Jean-Francios RAuzier, Escalier de l'Hotel de Ville
For years, I've been trying to wrap my head around this.
Right now, I am reading an article in the March 24, 2014 issue of The New Yorker on Literary Theory and a professor named Paul de Man, of whom I have never heard. That shows my level of knowledge of literary theory.
Back in 1996, when I was in transition from one place in my community to another, my provincial superior told me I could "study to teach college." She had no idea what this meant, and neither did I.
I had earned my Masters in Liberal Arts in 1977 from the Johns Hopkins University - a program involving evening and summer courses over three years. As I came to understand in 1996, that was
"before Deconstruction." Deconstruction is a term and a state of being in literary theory that I still don't have much ability to define, having missed any education in it. My literary education came from the school of "Form Criticism" which preceded Deconstruction.
Anyway... as I read this article about Paul de Man, I begin to grasp some of the mysteries of Literary Theory. I do remember, that in 1996, when I began to read the course requirements for the Ph.D. in English from Catholic University, the first course I would have had to take was "Introduction to Semiotics." I remember my first reaction to the title ( as a poet): I recoiled! "I don't want to study Semiotics," I said to myself, "I want to study Yeats' poetry!" That pretty much sums it up.
In the end, when the woman I talked to at George Washington University told me that it would take me at least seven years to get this Ph.D., because my previous education had been "Before Deconstruction," my provincial superior concluded that I shouldn't do it. "We can't put on you on the shelf for that long!" I remember her saying. Especially after I told her that there was no guarantee that I would get a job after all that.
So things worked out differently for me, by the providence of God and the luck of the Irish.
So I have been teaching at the college level since 1996, and at my present university since 1999.
As an adjunct. That's no problem for me, though working as an adjunct is very difficult for many of my poet friends, young men and women who have no other means of financial support.
So I am reading now about this crisis that literary theory went through 25 years ago, which was 1989.
In 1989, I was teaching high school English full time: World Literature, Freshman English, and AP English, and not having a clue about this crisis in Literary Theory. Just let me teach the literature:
Gilgamesh, Borges' "The Garden of Forking Paths," Pride and Prejudice, A Day in the Life of Ivan Denisovitch, Candide... what a diversity and richness of literature!
Back to this article on Paul de Man...apparently his reputation as a mind-blowing literary theorist was marred by the revelations that during WWII , he was a Nazi collaborator and also a bigamist!
Somehow these less that theoretical realities did something unpalatable to his reputation...
Anyway, the article goes on to review this biography of Paul de Man, with all the ups and downs of his life. A page or so later, it gets to the arrival of Jacques Derrida - the king of Deconstructionism - in America.
I'm not ready to go any further into this tonight. Hopefully, I will come back to it.
Earlier in the day, after class and before board meetings, I was writing a sonnet.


§ **Aim of the task**: From the material that follows, count the lines with the word "pixels" in them. Reply with the number only.

§ **Exercise inputs**:

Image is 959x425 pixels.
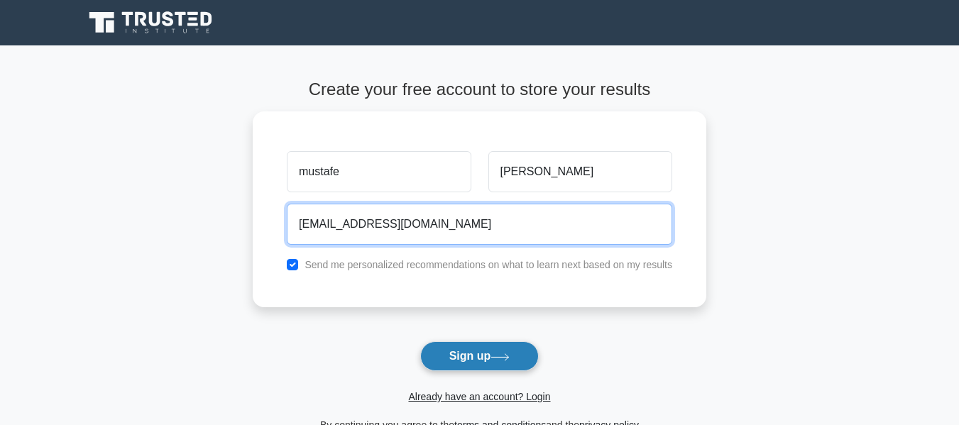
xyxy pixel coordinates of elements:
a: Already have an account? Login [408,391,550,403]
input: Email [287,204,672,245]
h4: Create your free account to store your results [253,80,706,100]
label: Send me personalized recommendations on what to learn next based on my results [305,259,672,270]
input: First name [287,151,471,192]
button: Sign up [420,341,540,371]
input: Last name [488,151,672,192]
...
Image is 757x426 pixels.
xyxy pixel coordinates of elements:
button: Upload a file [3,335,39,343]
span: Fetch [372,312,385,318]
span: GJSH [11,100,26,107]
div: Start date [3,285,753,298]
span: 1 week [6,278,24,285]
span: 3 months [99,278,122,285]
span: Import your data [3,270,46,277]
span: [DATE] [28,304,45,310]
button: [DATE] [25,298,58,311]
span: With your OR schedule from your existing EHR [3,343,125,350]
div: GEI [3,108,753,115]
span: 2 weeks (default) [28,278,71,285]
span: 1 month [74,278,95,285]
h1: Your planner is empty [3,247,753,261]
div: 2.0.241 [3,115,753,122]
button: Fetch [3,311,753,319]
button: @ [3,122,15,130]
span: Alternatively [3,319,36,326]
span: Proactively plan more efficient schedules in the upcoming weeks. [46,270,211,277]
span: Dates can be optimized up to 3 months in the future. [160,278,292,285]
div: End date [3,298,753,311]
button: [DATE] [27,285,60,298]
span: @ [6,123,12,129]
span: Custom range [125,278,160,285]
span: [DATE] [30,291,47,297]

§ **Task output**: 2